[vtkusers] Re: glDrawPixels is really slow on windows...

Clinton Stimpson clinton at elemtech.com
Mon Jun 4 12:12:13 EDT 2007


Hi Steve,

I don't see a response from Anja yet, so I'll respond since I  
provided the Qt/VTK image combining code you're asking about.

This approach was doing the Qt drawing offscreen, then taking that  
image and giving it to VTK just before the swap buffers.  It avoids  
flickering, and is similar in concept to your second approach.

Qt allows implementing different painting engines to draw to  
different types of targets.  The targets could be normal windows,  
OpenGL drawables, offscreen image, PDF file, etc...

To solve the slowness problem with combining images, I gave him a  
rudimentary implementation of a Qt paint engine which renders  
directly into the VTK window after the scene is drawn, but before the  
buffers are swapped.  So this reduces or eliminates the need to do  
image composition.

Clint


>
>> I moved my application from Linux to windows. It uses VTK and the Qt
>> libraries. I had a base VTK window and was using Qt drawing  
>> routines to draw
>> things on top of the VTK window.
>>
>> I was using the vtkRenderWindow SetRGBACharPixelData method to  
>> blend the QT
>> and vtk image data and than display it on the screen. This worked  
>> great
>> under Linux.
>
> I'd like to understand what you did, because I did some experimenting
> a year ago with combining VTK rendering with Java/Swing-based drawing
> and the results were not great.
>
> My first approach was to use VTK to draw an image in the window, and
> then use Swing to write text (e.g. patient demographics) overtop.  The
> trouble is that VTK/OpenGL renders the image to the window, then
> triggers a Swing "repaint", which will put the text over the window
> contents.  There's a brief instant between the VTK render and the
> Swing render where there is an image without text, so you see a very
> pronounced flicker.
>
> My second approach -- which works fine -- is to have VTK render into
> an offscreen buffer that is passed along to Swing for painting on the
> screen.  In this case Swing takes the image, puts text overtop and
> paints onto the screen in one go so there is no flicker.
>
> Are you doing something like the first case or the second?  If the
> first case, how do you manage to avoid a flicker?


→ Problem description: Copy out exactly the lines below that run from the one holding "Output each element" to the one holding "decompose this screenshot", keeping both of those lines and no others.

→ Data:
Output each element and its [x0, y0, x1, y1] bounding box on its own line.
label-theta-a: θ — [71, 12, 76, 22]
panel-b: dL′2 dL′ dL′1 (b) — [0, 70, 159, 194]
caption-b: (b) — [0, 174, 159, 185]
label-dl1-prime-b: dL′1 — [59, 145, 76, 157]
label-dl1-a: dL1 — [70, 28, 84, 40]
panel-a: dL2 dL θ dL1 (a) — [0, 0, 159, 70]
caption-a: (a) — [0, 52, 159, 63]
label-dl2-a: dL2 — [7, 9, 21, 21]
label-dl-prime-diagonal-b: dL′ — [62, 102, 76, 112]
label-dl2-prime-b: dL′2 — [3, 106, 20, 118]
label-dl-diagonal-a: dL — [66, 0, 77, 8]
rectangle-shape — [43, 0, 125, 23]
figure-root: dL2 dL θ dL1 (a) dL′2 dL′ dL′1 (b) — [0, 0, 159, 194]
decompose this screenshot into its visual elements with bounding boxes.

* * *

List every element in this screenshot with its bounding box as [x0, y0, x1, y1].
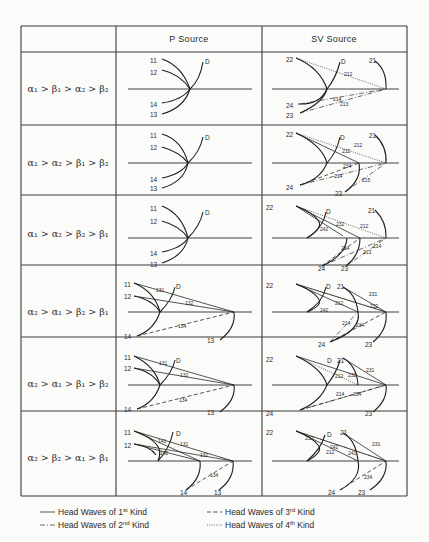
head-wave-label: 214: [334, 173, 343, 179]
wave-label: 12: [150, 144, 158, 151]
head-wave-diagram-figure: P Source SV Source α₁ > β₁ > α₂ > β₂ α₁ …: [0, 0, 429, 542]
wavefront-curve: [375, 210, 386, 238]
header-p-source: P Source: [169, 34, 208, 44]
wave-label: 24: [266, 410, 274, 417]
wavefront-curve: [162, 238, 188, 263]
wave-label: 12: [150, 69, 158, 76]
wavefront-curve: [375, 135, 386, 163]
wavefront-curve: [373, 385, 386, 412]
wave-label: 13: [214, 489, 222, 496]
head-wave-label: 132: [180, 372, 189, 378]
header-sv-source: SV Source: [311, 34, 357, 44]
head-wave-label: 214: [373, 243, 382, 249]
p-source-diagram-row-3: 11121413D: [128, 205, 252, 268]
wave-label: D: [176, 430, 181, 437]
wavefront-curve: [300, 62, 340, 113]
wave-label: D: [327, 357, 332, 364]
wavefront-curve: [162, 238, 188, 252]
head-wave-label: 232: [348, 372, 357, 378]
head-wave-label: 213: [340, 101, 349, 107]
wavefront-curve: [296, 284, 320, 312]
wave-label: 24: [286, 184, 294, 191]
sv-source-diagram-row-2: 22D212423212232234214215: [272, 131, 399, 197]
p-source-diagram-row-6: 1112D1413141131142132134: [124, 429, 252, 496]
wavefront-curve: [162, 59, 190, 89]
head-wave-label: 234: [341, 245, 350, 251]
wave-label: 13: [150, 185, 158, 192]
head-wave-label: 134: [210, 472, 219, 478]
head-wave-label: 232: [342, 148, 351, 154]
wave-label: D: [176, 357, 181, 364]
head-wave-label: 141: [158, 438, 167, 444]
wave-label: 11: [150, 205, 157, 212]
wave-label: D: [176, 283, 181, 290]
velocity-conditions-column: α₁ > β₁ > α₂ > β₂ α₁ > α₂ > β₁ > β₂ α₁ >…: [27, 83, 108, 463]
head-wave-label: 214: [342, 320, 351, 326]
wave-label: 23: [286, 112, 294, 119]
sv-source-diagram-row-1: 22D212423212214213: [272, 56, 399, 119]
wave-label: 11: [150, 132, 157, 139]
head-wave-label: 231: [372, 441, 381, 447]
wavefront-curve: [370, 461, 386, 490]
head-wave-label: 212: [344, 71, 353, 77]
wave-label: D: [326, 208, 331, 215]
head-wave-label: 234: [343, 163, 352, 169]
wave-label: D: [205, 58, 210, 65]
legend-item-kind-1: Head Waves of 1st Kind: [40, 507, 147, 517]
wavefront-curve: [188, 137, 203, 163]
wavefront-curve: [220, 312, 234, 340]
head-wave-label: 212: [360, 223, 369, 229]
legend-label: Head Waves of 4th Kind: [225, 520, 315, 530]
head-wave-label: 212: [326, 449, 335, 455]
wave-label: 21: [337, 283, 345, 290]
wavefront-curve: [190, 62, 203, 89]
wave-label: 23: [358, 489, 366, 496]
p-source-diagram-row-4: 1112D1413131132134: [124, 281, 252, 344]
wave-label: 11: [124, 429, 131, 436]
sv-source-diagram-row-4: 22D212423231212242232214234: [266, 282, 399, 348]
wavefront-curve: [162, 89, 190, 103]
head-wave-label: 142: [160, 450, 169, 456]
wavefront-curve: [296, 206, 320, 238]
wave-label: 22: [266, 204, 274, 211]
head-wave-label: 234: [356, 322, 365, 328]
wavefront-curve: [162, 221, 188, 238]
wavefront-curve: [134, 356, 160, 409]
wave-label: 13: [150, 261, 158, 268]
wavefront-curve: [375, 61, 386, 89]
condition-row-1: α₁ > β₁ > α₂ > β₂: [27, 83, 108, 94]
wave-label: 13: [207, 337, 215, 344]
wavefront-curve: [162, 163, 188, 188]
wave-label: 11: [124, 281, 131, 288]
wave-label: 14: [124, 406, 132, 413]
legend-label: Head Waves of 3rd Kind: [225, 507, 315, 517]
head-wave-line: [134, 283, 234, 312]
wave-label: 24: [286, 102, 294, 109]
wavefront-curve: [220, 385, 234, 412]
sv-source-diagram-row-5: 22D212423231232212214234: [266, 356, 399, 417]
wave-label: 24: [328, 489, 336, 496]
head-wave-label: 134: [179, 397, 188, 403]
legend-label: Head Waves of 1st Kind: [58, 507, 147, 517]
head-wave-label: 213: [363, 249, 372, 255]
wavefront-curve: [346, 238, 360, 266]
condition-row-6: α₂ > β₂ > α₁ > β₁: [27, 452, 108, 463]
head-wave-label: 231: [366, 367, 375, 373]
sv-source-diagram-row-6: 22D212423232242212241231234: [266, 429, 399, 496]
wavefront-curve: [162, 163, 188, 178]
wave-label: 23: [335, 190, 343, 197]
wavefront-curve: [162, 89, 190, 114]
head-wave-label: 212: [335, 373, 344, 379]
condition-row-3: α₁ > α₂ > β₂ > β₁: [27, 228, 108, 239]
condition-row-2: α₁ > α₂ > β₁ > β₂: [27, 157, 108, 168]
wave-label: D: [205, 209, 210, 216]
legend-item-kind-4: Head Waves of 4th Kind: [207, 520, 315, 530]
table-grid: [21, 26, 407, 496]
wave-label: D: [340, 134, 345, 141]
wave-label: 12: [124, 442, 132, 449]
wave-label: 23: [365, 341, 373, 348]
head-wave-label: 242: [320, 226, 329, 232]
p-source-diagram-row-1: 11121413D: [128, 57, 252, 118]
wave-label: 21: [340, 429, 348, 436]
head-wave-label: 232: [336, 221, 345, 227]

→ Task output:
Output each element and its [x0, y0, x1, y1] bounding box on its own line.
label-theta-a: θ — [71, 12, 76, 22]
panel-b: dL′2 dL′ dL′1 (b) — [0, 70, 159, 194]
caption-b: (b) — [0, 174, 159, 185]
label-dl1-prime-b: dL′1 — [59, 145, 76, 157]
label-dl1-a: dL1 — [70, 28, 84, 40]
panel-a: dL2 dL θ dL1 (a) — [0, 0, 159, 70]
caption-a: (a) — [0, 52, 159, 63]
label-dl2-a: dL2 — [7, 9, 21, 21]
label-dl-prime-diagonal-b: dL′ — [62, 102, 76, 112]
label-dl2-prime-b: dL′2 — [3, 106, 20, 118]
label-dl-diagonal-a: dL — [66, 0, 77, 8]
rectangle-shape — [43, 0, 125, 23]
figure-root: dL2 dL θ dL1 (a) dL′2 dL′ dL′1 (b) — [0, 0, 159, 194]
decompose this screenshot into its visual elements with bounding boxes.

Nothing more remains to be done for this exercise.